An important part, yes, but the building, the temple, the police station, as it were, cannot contain God.  God is boundless.
It is when we accept that God is in the world that we can accept that our role is to live out God’s love in the world to all of God’s people.  Which, remember, is everyone, because we are all created in God’s image:  beloved in all our manifestations.
Our Gospel today tells us that when we live for God, loving God and loving neighbor, we just might come up against people who do not see God in the same way.
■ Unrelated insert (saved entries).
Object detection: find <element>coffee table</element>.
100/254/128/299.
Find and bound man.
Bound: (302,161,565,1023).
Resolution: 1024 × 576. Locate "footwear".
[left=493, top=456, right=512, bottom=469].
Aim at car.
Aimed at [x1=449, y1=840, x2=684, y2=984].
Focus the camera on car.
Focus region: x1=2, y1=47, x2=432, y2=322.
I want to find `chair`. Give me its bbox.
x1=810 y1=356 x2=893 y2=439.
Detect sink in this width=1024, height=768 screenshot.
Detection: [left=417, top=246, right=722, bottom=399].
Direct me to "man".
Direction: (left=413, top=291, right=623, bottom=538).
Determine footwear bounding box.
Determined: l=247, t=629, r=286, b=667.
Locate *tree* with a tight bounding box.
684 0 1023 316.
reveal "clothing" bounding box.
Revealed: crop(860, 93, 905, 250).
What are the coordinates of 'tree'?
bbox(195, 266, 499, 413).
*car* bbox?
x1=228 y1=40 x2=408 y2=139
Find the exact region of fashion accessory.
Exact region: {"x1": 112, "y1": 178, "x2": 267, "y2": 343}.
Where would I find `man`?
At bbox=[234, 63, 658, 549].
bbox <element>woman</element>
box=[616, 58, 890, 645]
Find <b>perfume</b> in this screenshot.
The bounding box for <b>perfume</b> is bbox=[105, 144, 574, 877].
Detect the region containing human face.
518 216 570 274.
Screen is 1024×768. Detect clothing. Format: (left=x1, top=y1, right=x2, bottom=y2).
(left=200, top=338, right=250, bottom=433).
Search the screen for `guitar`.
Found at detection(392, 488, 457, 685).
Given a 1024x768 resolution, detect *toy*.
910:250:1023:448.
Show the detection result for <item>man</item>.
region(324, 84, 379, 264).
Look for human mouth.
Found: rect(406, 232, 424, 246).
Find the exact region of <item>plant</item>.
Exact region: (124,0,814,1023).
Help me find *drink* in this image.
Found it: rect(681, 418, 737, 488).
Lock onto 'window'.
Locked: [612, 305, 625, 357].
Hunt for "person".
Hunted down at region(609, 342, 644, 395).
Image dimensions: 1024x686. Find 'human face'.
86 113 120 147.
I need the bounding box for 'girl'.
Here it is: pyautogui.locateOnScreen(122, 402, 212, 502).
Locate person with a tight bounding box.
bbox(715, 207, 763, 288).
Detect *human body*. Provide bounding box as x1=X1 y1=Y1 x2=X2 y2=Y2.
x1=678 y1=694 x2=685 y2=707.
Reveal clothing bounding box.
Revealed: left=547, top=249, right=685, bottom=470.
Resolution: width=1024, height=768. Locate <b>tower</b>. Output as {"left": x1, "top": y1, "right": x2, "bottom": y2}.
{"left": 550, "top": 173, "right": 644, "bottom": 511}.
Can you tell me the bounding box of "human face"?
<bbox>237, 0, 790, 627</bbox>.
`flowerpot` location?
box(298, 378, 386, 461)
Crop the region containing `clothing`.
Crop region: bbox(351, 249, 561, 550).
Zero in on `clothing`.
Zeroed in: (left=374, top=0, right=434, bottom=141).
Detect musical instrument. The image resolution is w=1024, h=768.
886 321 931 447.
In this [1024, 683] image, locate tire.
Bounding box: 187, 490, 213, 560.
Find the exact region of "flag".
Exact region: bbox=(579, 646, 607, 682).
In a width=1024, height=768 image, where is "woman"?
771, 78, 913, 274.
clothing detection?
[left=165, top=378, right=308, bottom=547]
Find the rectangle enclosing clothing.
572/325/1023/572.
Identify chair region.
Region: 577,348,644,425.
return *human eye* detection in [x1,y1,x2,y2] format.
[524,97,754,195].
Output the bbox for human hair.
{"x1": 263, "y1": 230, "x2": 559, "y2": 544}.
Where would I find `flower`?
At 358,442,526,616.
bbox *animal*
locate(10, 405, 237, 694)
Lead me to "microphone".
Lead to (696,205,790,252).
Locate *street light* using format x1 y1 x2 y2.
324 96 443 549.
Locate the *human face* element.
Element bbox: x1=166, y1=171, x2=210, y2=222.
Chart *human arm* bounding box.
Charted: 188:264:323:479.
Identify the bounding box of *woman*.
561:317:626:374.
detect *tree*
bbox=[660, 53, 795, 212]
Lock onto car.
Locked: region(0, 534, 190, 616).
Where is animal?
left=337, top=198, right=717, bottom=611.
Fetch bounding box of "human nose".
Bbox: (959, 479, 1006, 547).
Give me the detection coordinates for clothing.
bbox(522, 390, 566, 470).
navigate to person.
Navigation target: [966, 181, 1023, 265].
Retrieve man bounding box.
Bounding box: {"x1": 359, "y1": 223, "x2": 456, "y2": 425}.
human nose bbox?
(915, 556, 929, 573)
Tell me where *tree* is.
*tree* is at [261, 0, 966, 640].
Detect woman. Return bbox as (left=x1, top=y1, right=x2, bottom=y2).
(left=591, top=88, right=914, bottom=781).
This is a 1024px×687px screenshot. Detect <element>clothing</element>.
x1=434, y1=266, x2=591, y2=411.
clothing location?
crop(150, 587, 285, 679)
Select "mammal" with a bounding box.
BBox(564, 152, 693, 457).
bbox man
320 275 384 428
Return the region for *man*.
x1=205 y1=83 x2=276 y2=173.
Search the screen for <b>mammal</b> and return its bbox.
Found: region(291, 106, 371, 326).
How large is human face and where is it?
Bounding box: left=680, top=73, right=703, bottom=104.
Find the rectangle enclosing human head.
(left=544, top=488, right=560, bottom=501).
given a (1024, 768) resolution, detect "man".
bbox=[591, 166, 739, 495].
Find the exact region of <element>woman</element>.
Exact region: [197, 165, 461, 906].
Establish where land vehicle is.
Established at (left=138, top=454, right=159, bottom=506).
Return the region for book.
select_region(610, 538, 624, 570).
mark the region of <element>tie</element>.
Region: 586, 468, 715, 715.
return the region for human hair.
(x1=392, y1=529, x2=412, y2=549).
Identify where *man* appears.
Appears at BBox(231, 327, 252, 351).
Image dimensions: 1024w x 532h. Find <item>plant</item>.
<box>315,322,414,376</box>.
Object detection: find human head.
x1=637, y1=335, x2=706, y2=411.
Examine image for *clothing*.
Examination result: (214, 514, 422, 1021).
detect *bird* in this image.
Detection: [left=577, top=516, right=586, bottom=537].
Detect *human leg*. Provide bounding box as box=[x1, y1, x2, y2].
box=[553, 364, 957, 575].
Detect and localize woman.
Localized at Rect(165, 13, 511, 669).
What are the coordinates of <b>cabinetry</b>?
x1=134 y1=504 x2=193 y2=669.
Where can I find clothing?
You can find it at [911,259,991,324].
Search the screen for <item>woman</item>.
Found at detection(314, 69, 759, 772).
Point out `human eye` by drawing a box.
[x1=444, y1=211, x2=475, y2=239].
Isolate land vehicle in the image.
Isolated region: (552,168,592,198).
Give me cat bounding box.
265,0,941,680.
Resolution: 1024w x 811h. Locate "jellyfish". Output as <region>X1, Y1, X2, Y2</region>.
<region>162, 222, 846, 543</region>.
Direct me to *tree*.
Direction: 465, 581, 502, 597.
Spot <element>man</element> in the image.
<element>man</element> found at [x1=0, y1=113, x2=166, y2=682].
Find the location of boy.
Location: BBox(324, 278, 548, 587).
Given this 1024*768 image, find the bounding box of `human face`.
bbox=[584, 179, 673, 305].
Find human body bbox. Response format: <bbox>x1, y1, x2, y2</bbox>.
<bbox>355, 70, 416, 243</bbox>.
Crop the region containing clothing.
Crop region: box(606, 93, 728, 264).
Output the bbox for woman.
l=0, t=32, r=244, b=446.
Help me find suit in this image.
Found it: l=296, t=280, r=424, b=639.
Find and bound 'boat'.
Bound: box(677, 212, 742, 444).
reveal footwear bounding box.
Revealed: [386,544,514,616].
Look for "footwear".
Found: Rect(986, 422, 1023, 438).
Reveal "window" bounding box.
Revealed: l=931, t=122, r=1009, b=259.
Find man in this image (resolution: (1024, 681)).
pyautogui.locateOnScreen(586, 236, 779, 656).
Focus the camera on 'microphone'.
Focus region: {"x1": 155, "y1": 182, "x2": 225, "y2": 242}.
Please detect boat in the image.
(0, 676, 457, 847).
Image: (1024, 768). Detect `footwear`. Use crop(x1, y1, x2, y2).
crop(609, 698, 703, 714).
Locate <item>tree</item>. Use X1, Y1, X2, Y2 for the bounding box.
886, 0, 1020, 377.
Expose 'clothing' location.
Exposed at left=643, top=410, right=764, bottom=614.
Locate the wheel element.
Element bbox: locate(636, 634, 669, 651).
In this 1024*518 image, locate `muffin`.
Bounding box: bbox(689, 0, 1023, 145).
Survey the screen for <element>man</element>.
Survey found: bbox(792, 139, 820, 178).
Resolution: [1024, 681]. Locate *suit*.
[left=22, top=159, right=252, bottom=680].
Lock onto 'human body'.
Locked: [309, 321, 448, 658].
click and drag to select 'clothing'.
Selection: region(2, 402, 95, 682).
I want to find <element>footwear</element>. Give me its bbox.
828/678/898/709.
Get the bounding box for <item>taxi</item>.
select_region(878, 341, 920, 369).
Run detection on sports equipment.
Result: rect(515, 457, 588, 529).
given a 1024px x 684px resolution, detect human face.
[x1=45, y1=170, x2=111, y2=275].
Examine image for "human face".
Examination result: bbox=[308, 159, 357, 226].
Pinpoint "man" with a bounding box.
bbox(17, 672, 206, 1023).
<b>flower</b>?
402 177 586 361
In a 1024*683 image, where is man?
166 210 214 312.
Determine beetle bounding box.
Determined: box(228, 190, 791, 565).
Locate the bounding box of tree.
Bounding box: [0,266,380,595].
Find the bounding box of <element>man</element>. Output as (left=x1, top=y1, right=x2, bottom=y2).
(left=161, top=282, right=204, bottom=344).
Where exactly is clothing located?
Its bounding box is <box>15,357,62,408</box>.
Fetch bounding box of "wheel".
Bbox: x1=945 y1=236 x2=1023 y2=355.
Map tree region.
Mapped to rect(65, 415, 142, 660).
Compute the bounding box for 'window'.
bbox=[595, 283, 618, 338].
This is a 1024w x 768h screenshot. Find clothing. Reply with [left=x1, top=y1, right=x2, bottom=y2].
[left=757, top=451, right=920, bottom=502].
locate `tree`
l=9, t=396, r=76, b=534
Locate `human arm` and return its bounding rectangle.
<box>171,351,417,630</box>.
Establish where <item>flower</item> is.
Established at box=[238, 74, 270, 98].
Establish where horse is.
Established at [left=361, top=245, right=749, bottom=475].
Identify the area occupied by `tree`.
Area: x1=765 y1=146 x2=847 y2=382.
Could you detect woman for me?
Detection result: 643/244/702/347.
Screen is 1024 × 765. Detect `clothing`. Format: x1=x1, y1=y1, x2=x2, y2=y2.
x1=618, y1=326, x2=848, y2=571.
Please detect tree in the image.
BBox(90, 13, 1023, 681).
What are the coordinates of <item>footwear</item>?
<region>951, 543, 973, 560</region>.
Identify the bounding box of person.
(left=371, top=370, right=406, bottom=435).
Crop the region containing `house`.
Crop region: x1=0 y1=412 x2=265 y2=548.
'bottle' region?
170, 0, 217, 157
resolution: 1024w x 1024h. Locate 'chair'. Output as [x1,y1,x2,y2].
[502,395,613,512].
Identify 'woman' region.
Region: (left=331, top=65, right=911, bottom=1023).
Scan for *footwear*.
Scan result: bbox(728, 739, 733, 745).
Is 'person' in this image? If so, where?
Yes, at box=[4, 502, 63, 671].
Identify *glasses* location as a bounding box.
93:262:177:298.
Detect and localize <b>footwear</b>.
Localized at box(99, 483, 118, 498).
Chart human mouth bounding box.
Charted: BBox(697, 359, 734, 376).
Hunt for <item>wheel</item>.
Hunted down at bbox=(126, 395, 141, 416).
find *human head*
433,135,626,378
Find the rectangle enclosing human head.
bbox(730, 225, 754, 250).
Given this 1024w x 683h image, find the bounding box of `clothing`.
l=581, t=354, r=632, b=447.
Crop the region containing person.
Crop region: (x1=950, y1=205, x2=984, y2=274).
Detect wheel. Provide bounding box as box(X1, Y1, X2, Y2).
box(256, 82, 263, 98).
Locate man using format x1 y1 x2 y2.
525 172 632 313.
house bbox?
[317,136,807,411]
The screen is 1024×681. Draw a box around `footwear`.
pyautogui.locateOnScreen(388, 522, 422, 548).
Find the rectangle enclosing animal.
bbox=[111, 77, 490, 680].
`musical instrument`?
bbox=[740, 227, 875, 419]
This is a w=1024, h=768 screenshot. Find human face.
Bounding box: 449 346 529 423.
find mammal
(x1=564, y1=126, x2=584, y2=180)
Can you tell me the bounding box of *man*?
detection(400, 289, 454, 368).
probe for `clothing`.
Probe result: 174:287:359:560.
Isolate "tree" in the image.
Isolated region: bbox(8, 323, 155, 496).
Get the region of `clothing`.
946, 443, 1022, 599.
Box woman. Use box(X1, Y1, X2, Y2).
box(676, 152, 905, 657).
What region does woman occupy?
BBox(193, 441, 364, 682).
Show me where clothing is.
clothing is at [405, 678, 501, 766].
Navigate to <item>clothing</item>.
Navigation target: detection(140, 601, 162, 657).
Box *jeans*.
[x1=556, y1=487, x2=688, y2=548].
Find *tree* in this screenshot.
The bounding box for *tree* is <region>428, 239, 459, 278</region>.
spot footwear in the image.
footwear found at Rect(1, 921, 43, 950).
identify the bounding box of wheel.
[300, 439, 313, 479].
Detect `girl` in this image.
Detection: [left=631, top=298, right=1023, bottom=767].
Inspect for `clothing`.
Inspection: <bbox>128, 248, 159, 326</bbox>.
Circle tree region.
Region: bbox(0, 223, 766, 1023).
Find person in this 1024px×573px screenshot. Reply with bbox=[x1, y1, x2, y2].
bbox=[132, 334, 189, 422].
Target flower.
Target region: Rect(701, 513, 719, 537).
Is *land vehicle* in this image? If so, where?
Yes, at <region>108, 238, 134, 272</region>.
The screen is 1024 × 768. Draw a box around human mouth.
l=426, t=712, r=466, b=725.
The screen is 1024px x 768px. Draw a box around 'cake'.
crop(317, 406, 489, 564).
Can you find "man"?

People who don’t understand God the way we understand God.  But we are to go out into the world anyway.  We are to share who God is to us and learn who God is to them.  Find our center, our common ground, to build our bridges between and find that we can live with the understanding that God created each of us in God’s beautiful, diverse image.
Jesus promises us that when it is hard or scary to tell others about who God is to us and how we understand who we are to God, Jesus will give us the courage, the strength and the words…the WORDS…to help us tell our faith stories, to tell of our unique journey with God.  To share who Jesus is to us and endeavor to express our understanding of the Holy Spirit.  No.  Not everyone will understand that our way to God is Trinitarian—God, Jesus and Spirit.  But when we tell the story of our faith with love and confidence and with our own truth, Jesus will be with us, guiding those words and actions.  We do not need to be afraid.
We are called to disassemble the structures we have built around God, around ourselves—our own temples, so that we can allow the Holy Spirit to use us, to let Jesus give us the words, to show the world that God is love.  Because, as our Presiding Bishop says, “if it’s about love, it’s about God.”

Let us pray.

Surely it is you, God, who saves us.  We will trust in you so that we will not be afraid.  You are our strength, our protector, our sure foundation.  You are our Savior.  So, when we experience changes that turn our understanding of Your place in the world upside down, like in today’s story of the destruction of the Temple, remind us that you are not contained.  No.  You are everywhere and that’s where we can meet you.  Everywhere.  Amen.